SEMINAIRE D'ANALYSE NUMERIQUE
Année universitaire 2008-2009
Mercredi 19 novembre 2008 :
Artem V. BORISKIN
(IETR & Institute of Radiophysics and Electronics, Kharkiv, Ukraine)
2-D analysis and synthesis of dielectric lens antennas
with boundary integral equations.
Integrated dielectric lens antennas (DLAs) are widely used in a variety of novel mm and sub-mm wave
systems including radars, various communication, imagine, and spectroscopy systems. The favorable features of such antennas are compact-size, low-cost, and high radiation efficiency. Development of such antennas with advanced characteristics is only possible via accurate preliminary synthesis that enables one to avoid costly prototyping. The key to success on this path is the efficiency of computer-aided design (CAD) tools used.
In spite of a traditional name "lens antennas", inherited from the times when such antennas were first proposed based on the optical ideology, the novel DLAs have stepped far away from being just a lens. For instance, the lens in a substrate-mounted DLA, in addition to focusing, provides suppression of surface waves, improves matching, and enables one to modify the operation frequency band of the primary feed(s). To describe accurately the electromagnetic performance of such DLAs, one needs an adequate simulation tool capable of accurate description of both the ray and modal effects in compact-size arbitrary-shaped dielectric scatterers.
An adequate CAD tool can be built based on the advanced theory of boundary integral equations (BIE). The important advantages of such algorithms are guaranteed and controllable accuracy achieved with low consumption of computer resources. This makes them to be a preferable choice in comparison with those based on combinations of geometrical and physical optics or FDTD that are often used for DLA analysis until now.

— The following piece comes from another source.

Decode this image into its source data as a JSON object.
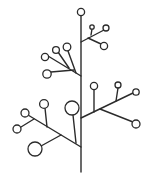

In this seminar, the basic operation and design principles of DLAs will be outlined, as well as different methods of analysis with their advantages and bottlenecks discussed. The numerical results to be included in the presentation will illustrate the true electromagnetic performance of reduced-size dielectric lenses and will highlight the "physics behind the scene" which is important for designing DLAs with improved radiation characteristics.